The Night We Met — an Anniversary Star Map
The bar, the party, the train platform — wherever it happened, there was a sky over it. Rebuild it from three facts: the date, roughly when, and where.
Recreate your night
Free, in your browser — no account, nothing uploaded. Free downloads carry a small watermark; a clean high-resolution print export is planned as a paid upgrade.
An anniversary star map works because it is specific. Not “a starry sky” — that sky: the constellations that stood over that city at that hour, computed from a star catalog rather than painted on.
Getting the details right
- The after-midnight trap: if the night ran past midnight, the moment you remember may belong to the next calendar date. “The night of June 14th” at 1 a.m. is June 15th on the form.

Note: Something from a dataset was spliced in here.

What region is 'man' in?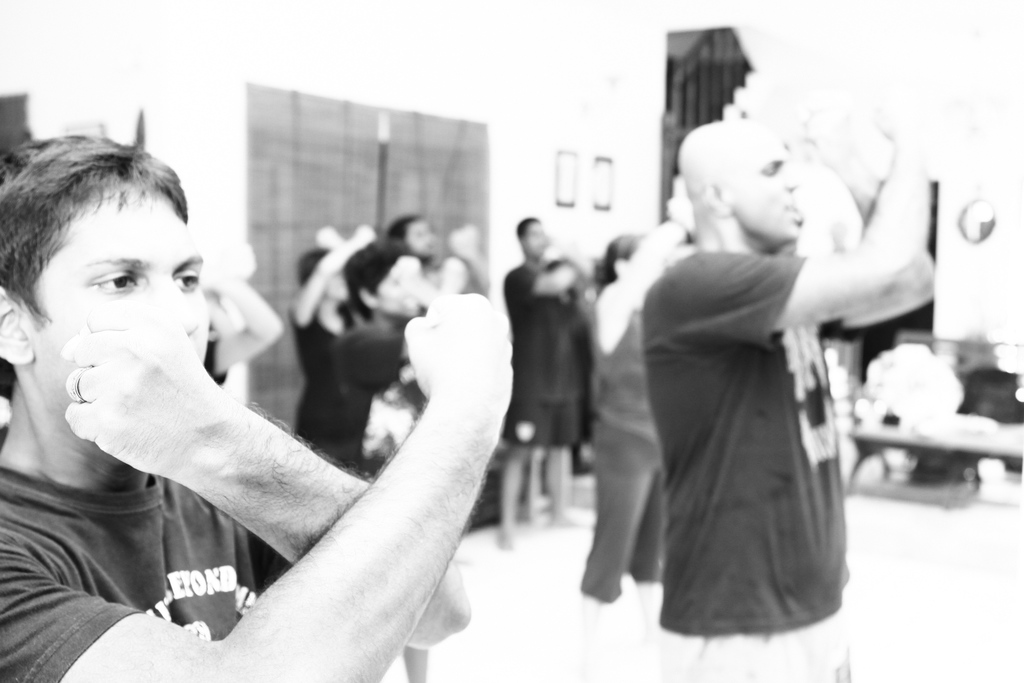
bbox=[497, 213, 598, 535].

- Place beats precision: use the city where it happened. Street-level coordinates change the chart imperceptibly; the city changes it a lot.

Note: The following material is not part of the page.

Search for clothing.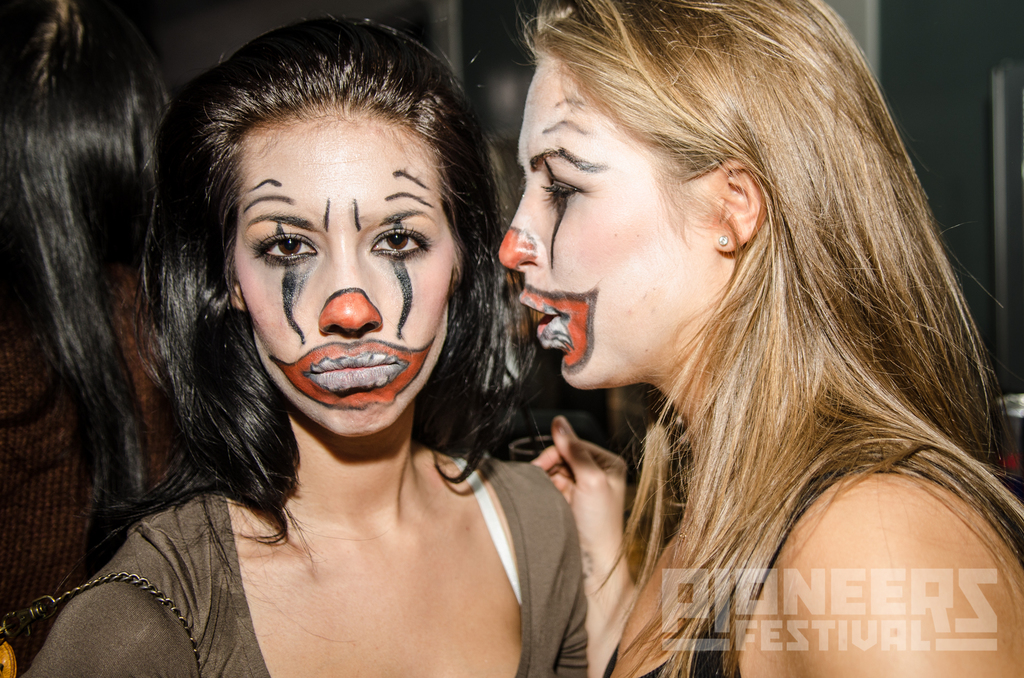
Found at {"left": 27, "top": 439, "right": 599, "bottom": 677}.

- Time can be approximate: the sky drifts ~15° per hour. “Around eleven” is plenty.
How the map is computed
Your date, time and place are converted to a Julian Date and then to local sidereal time — the astronomer’s clock for “which way is the sky facing.” Each of the 1,630 stars in the Yale Bright Star Catalogue (every star brighter than magnitude 5.0, i.e. everything a good naked eye can see) is transformed to its altitude and azimuth at that exact moment, and everything above the horizon is projected onto the circular chart: zenith at the centre, horizon at the rim, north at the top — and east on the left, because a star map is read looking up, which mirrors east and west compared to a ground map.
The 89 constellation figures are drawn with the same math and clipped at the horizon. Star dots are scaled by real brightness (magnitude) and tinted by star colour. Everything runs in your browser — nothing is uploaded, there is no account, and the page works offline once loaded.
Common questions
We don't remember the exact time — does it matter?
Not much. Across a single evening the visible constellations change slowly; an hour of uncertainty rotates the chart slightly without changing its character. Pick the hour that feels right.
We met in one city but live in another — which one do I enter?
The place where the moment happened. The map is a portrait of that night there, not of where the print will hang.
It was cloudy that night. Is the map still honest?
Yes — the chart shows the stars that stood above the clouds. They were there whether or not you could see them, which is rather the point.